IN OUR VIEW | Expanding Medicare: Should program cover those age 50 and up?

Congressional Democrats are floating an idea to increase health insurance coverage by allowing those age 50 and above to buy into Medicare.

President Joe Biden had supported lowering the age to 60 during his campaign for the White House, but has so far not proposed such a move.

Supporters say lowering eligibility from 65 to 50 would help ensure more people are covered and decrease costs for everyone by taking the people with the highest percentage of health issues out of the private insurance marketplace.

Critics worry how the government will fund expanded Medicare and predict premiums will have to go up on younger Americans to pay for it.

We want to know what you think. Should Congress consider lowering the age for Medicare eligibility? Or is it a bad idea?

Send your response (50 words maximum) to [email protected] or visit texarkanagazette.com/question by Wednesday, May 12. You can also mail your response to the Texarkana Gazette Friday Poll, at P.O. Box 621, Texarkana, TX 75504 or drop it off at our office, 101 E. Broad St, Texarkana, Arkansas. Be sure to include your name, address and phone number.

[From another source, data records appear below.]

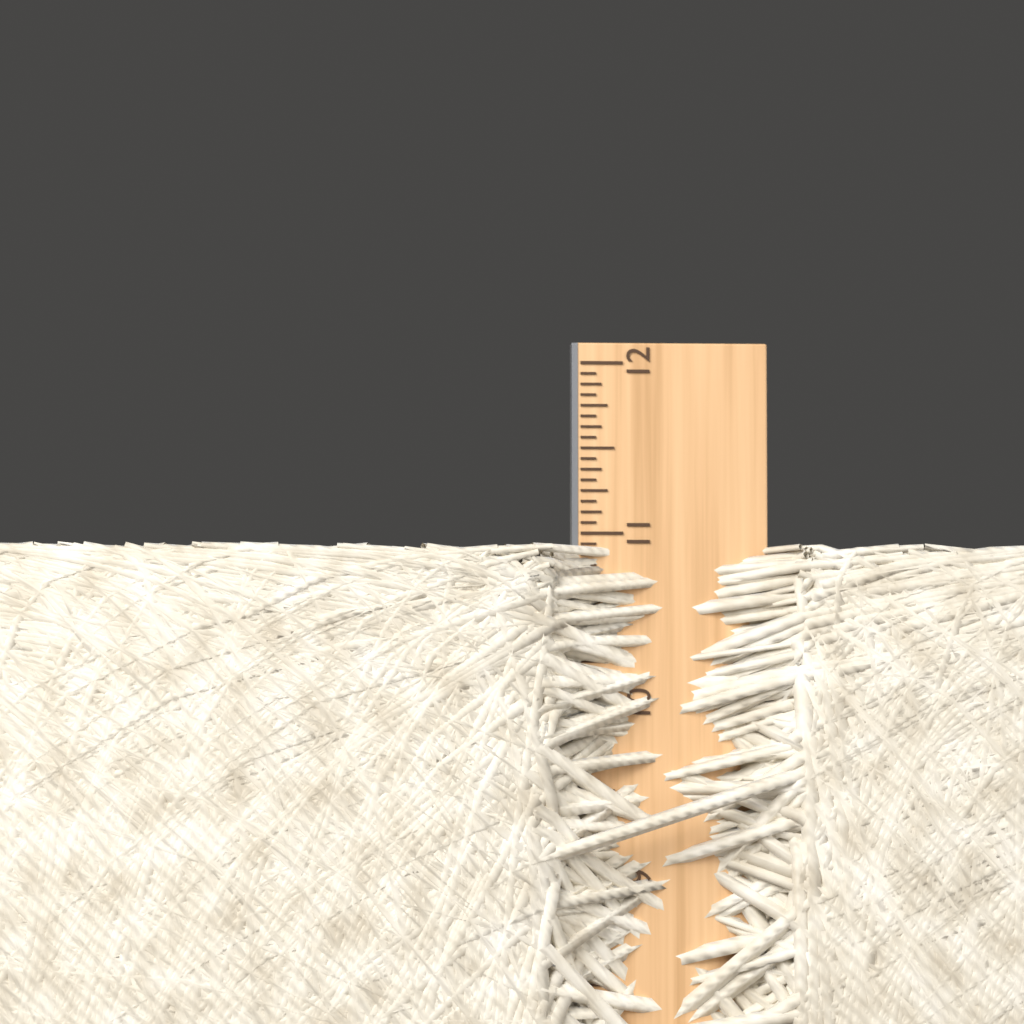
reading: 10.9375 in
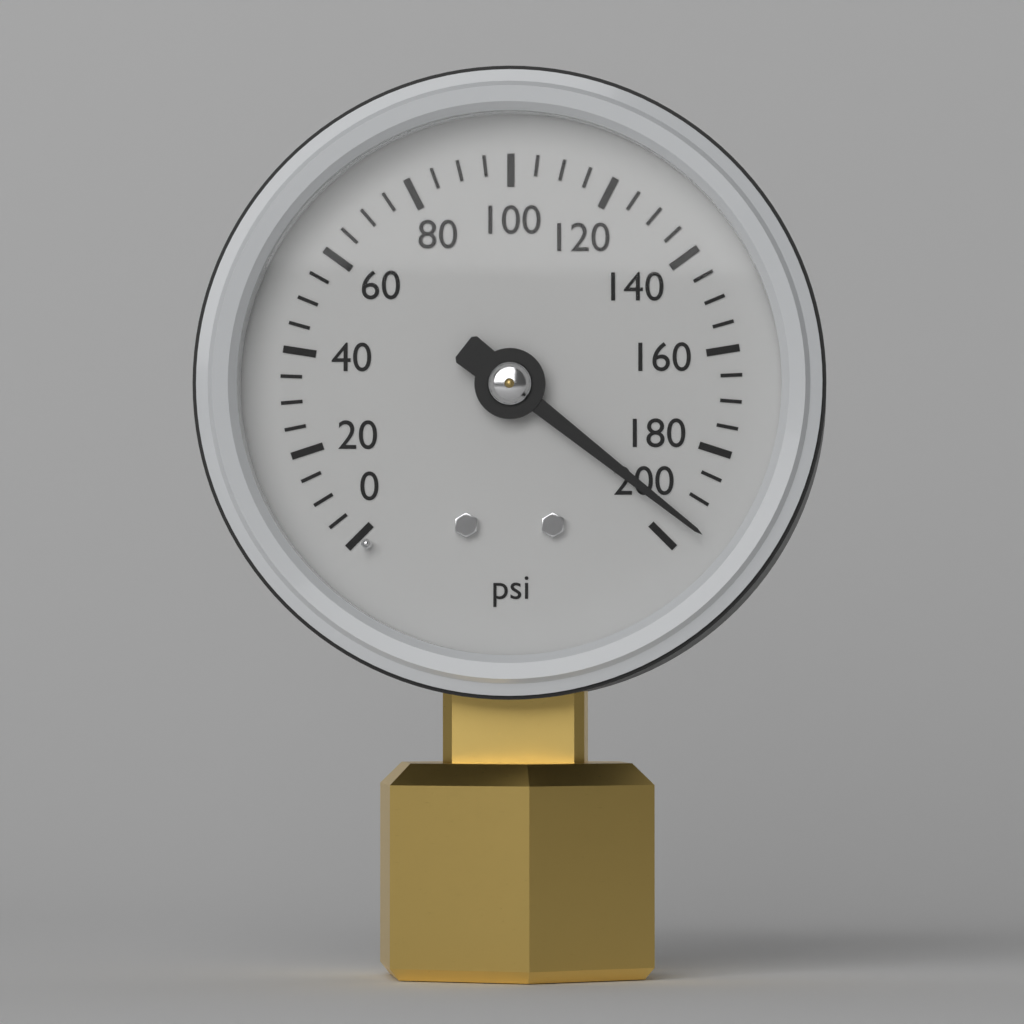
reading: 195 psi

We will print as many responses as we can in next Friday's paper.

Last Week: Off-Campus Speech?

Last week's question was about a U.S. Supreme Court case that could decide just how much authority schools have over student speech outside of the classroom. Should schools be able to discipline students for off-campus speech? Or should that be beyond a school's authority?

- This is definitely free speech. Brandy spoke off campus, which should be fine. Schools have covenants, particularly on athletes on what not to do on campus. Just because her (supposed) friends squealed on on her, does not take her freedom of speech away. As usual, Republicans want to take everyone else's rights away, but their own. Such a sad bunch! - R.K.

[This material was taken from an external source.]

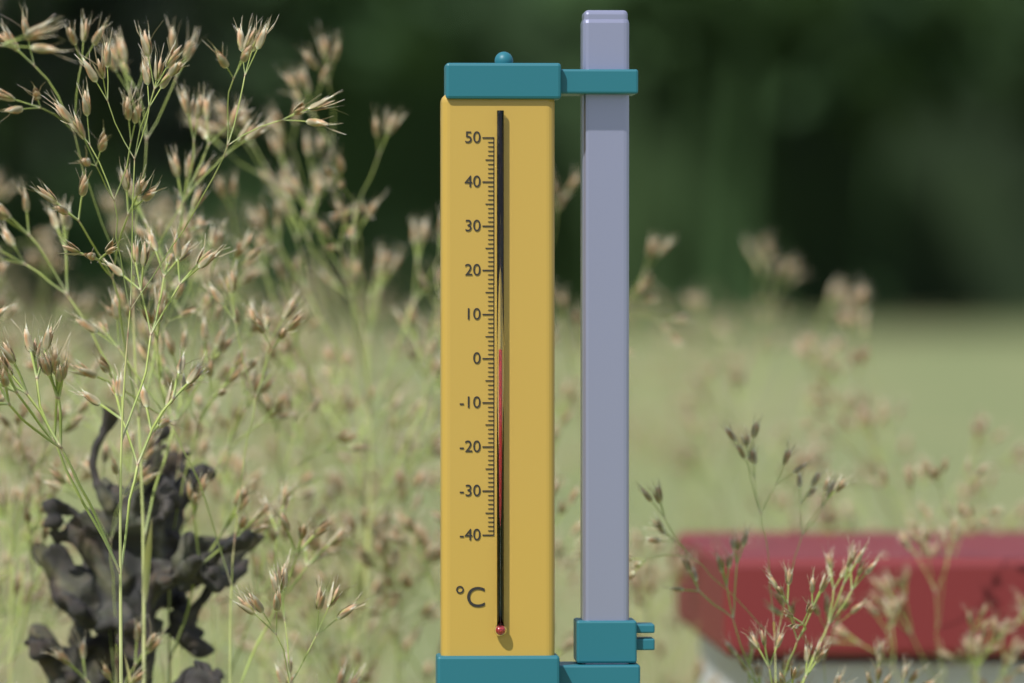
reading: 2 °C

From texarkanagazette.com/question

- No. Anything children do or say outside of school is literally between the child and the child's parents. The parents are in charge of discipline outside of school and that choice is theirs. The school district should have zero authority over anything off of school property. That's as if the school is saying "don't talk about me or I'll punish you once you come back to school." It's ridiculous. Of course kids say things when they get mad. They're KIDS. Get over it. - C.F.

- No. If this is moved into the control of any school, what is next? Will it be a student's beliefs? The way they dress? How they speak, in general? Do I agree with the social media post? Absolutely not! I don't have to, nor do I need to see it or follow it. I will not make any attempt to see it at all. I feel like the girls in question, should have more respect for themselves than to stoop so low. I am thankful my parents showed me how to make good choices, I pray I have instilled the same in my children. There is so much pressure in this modern day world. - J.B.

- No. That would be a parents place otherwise a school should take legal action. - L.H.

- Yes. Employers do it, why shouldn't schools do it, but it does depend on who you are too, as far as disciplining is concerned. - L.C.

- Yes. All speech is not protected. If the speech fails the "clear and present danger test," then yes schools can discipline if that speech is with intent to harm or defame. - M.C.

From facebook.com/texarkanagazette

- Nope school grounds are where their authority ends.what people do out side of school is none of the schools issues.

- No they didn't have that right. They didn't do it on school grounds so that is none of the schools business.

- No, with the exception of bullying, hate speech or threatening physical violence.

- Absolutely not the school system should not have the authority to discipline a child outside of school grounds that is the parents job! How did that substantially disrupt learning? It hurt the coaches feelings but disrupted nothing.

- Nope. School is wrong on this.

- I agree with the suspension.

- Those parents need to teach her not to be a sore loser though

- A kids behavior outside school reflects that school and as a cheerleader, she is representing the school on the field and off.